Real Safety – The Foundation of Healing
“Feeling safe is the treatment, creating safety is the work.” – Dr. Stephen Porges
We often hear the word safety in trauma-informed spaces. But what does it really mean to feel safe? And how do we know when it’s present—not just talked about or implied, but truly felt in our bodies, our relationships, and our nervous systems?
Safety is more than a protocol or a professional tone. It’s more than a laminated policy or a clinical smile. Real safety is embodied. It’s felt.
What Safety Is –
Safety is kind.
Safety is compassionate.
Safety is understanding, not performative.
Safety sees you, hears you, and honours what’s happening for you, not just to you.
It’s not something done to a person—it’s something shared with them.
Real safety is person-centred and trauma-informed. It offers power with, not power over. There is no ego in true safety. No hierarchy. No pretending. It’s authentic. It’s relational.
What Safety Is Not
Safety is not critical.
Safety is not harsh.
It does not shame, label, or undermine.
It does not view people as ‘disordered’ or broken.
It doesn’t see behaviour as a problem, but as communication.
Safety never seeks to dominate. It doesn’t come with a mask of professionalism that hides the truth. It doesn’t speak without listening, or diagnose without first understanding.
Embodied Safety & Neuroception
The nervous system is always asking: Am I safe?
This process happens beneath conscious thought. It’s called neuroception—the body’s way of detecting safety or danger without needing permission from the thinking brain. And it’s shaped by experience, trauma, culture, and relational patterns.
You might say all the right things, but if your nervous system is signalling fear, threat, or superiority—people will feel it. That’s why embodied safety matters more than spoken safety.
Embodied safety is felt in presence. In pace. In tone. In facial expression. In regulation.
Anchoring – How We Hold the Space
An anchor provides stability in a storm. In trauma recovery, we become anchors by being grounded ourselves. That’s why co-regulation is the first step—because two dysregulated people equal more dysregulation.
As practitioners, parents, or peer supporters, we must first ask:
Am I regulated? How do I know?
If we’re anxious, rushed, or emotionally reactive, it will be felt. No matter how well we hide it.
There is no safety in dysregulation. No matter the training, titles, or tools we carry.
Trauma Informed TRUST Our Framework for Safety
Healing requires TRuST:
- Trigger Recognition – Understanding what activates distress
- Reassurance – Calming the nervous system with presence and care
- Understanding – Listening with curiosity, not assumption
- Safety – Being reliably kind, consistent, and grounded
- Truth – Because without truth, there is no trust—and without trust, there is no safety
Truth doesn’t mean brutal honesty. It means kind truth, delivered with compassion and timing. It means not hiding behind language or roles. People need to know what’s real, not just what’s rehearsed.
The Person-Centred CUE
To guide this work, we return to the person-centred core conditions: CUE
- Congruence – Be genuine. Speak your truth with kindness. No masks.
- Unconditional Positive Regard – See the person, not the problem. Let them feel felt.
- Empathetic Understanding – Step into their world. Feel with, not for.
These are not just therapeutic ideals. They are safety signals.
For Practitioners – A Gentle Challenge
Before you ask someone to trust you, ask yourself:
- Am I regulated enough to offer safety?
- Can I sit with another’s pain without needing to fix or label it?
- Is my truth gentle and clean, not laced with judgment or superiority?
Safety isn’t created by accident. It’s cultivated by intention. And it begins within.
Real Safety Is a Felt Sense
Not a checklist. Not a branding. Not a buzzword.
Let’s stop mimicking safety and start embodying it. The nervous system can tell the difference. So can the heart.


→ **PROBLEM TO WORK ON**
Within these entries, which lines include the string "layer"? Copy each one.

→ **DATASET RECORDS**
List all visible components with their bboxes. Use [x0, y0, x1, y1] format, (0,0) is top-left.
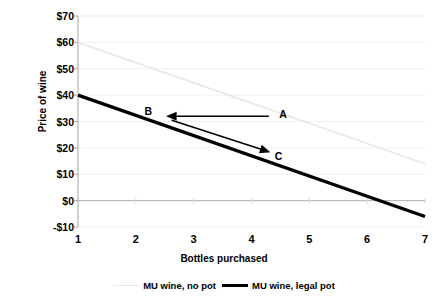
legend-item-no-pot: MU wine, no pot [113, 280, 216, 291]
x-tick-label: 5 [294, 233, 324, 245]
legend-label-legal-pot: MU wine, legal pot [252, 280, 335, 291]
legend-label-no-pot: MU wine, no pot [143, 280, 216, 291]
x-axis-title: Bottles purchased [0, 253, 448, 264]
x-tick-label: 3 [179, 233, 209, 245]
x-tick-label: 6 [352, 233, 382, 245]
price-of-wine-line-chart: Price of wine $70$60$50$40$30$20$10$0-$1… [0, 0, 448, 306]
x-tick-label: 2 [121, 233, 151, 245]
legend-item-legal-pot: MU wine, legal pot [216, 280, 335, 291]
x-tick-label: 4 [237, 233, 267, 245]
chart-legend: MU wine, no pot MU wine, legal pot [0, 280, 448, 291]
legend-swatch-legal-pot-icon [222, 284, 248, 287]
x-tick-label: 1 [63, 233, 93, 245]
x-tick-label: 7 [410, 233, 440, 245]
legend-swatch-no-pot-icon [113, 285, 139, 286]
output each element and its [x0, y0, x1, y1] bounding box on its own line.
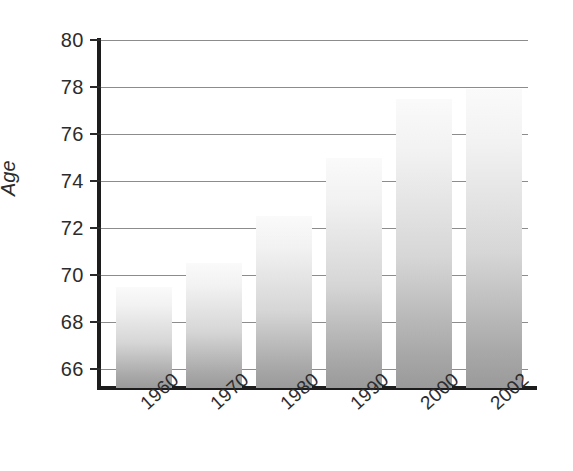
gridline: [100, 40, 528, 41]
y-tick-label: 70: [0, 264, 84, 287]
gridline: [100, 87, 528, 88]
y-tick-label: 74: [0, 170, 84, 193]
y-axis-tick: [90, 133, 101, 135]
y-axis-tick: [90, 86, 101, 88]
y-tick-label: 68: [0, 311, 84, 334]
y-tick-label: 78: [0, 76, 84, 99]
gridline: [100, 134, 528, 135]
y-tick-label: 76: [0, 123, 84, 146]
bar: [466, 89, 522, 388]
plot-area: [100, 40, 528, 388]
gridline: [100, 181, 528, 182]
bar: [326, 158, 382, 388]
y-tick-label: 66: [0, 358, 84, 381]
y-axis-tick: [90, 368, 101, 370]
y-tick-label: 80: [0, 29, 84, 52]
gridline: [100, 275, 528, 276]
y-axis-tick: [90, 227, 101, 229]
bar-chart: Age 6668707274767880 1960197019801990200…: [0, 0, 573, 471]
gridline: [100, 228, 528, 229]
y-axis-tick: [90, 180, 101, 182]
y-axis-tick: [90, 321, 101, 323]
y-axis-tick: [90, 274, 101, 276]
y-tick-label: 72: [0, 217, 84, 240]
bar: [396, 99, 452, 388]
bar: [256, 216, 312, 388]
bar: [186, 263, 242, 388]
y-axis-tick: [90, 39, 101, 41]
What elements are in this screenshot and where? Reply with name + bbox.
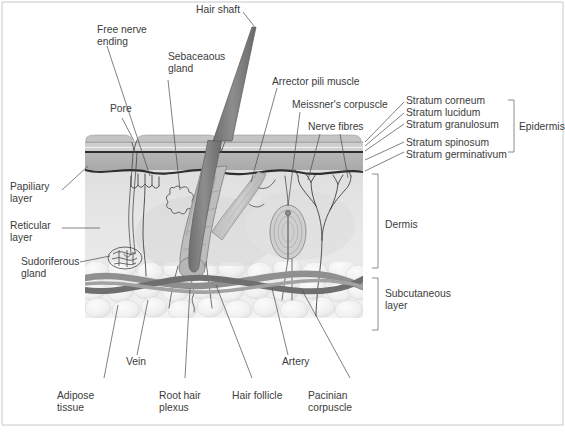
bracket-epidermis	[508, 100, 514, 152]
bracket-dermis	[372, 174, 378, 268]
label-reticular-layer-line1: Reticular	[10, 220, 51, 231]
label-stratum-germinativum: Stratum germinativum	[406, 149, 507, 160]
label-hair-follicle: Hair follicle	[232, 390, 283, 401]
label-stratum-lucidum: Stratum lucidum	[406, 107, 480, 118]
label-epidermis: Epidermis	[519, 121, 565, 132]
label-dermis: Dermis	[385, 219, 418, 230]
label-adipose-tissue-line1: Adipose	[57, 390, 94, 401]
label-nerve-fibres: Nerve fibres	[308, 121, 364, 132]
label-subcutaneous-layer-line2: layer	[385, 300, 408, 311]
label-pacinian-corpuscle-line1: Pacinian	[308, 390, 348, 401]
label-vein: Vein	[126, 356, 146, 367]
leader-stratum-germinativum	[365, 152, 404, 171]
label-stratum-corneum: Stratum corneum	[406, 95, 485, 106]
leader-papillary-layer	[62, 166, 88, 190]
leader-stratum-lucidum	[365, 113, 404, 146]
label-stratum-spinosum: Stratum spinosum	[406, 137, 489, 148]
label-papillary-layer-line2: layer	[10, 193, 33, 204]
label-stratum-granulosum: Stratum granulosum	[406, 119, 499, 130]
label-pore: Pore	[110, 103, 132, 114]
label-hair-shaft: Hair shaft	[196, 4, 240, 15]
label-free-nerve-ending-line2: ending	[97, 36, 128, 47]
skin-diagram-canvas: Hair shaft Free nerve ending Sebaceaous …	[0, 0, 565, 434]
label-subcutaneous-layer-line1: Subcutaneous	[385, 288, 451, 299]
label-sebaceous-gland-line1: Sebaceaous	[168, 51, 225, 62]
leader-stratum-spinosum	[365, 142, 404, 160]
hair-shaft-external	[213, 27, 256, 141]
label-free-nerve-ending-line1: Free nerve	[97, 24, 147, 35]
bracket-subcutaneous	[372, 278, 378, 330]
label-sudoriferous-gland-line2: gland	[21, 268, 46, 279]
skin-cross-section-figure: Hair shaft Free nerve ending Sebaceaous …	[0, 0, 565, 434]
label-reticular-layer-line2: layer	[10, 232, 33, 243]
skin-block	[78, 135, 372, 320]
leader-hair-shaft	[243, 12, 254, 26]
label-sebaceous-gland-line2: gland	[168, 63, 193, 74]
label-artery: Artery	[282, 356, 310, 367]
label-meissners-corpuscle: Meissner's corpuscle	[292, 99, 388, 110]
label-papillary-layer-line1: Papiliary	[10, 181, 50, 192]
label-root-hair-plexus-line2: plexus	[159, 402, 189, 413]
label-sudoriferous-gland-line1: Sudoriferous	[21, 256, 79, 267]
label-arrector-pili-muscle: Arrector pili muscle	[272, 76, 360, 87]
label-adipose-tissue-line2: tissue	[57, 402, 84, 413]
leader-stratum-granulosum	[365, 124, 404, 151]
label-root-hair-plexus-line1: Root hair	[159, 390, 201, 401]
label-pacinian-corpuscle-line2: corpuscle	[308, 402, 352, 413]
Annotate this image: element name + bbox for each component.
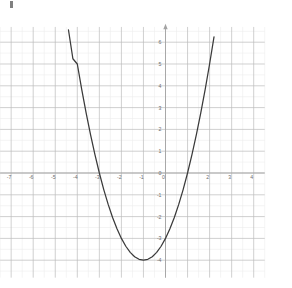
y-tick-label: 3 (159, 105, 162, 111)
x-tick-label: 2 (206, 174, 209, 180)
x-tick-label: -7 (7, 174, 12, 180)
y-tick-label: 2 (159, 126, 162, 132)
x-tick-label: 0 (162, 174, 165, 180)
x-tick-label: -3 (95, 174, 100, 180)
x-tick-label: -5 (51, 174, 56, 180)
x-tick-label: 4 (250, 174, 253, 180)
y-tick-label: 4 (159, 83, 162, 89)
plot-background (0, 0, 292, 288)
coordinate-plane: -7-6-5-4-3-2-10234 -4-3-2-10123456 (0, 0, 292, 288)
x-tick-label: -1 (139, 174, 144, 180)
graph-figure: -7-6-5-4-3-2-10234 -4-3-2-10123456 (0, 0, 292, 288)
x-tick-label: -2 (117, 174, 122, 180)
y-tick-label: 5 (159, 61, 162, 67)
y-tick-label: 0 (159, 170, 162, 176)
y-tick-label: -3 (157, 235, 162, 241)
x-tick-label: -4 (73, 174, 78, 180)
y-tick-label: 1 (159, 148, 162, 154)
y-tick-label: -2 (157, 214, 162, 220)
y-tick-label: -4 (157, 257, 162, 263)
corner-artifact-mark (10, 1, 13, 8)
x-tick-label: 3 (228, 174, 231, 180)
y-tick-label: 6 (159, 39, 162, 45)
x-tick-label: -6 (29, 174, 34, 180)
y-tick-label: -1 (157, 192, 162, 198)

→ **ANSWER BOX**
label-reticular-layer-line1: Reticular	[10, 220, 51, 231]
label-subcutaneous-layer-line2: layer	[385, 300, 408, 311]
leader-papillary-layer	[62, 166, 88, 190]
label-papillary-layer-line2: layer	[10, 193, 33, 204]
label-subcutaneous-layer-line1: Subcutaneous	[385, 288, 451, 299]
label-reticular-layer-line2: layer	[10, 232, 33, 243]
label-papillary-layer-line1: Papiliary	[10, 181, 50, 192]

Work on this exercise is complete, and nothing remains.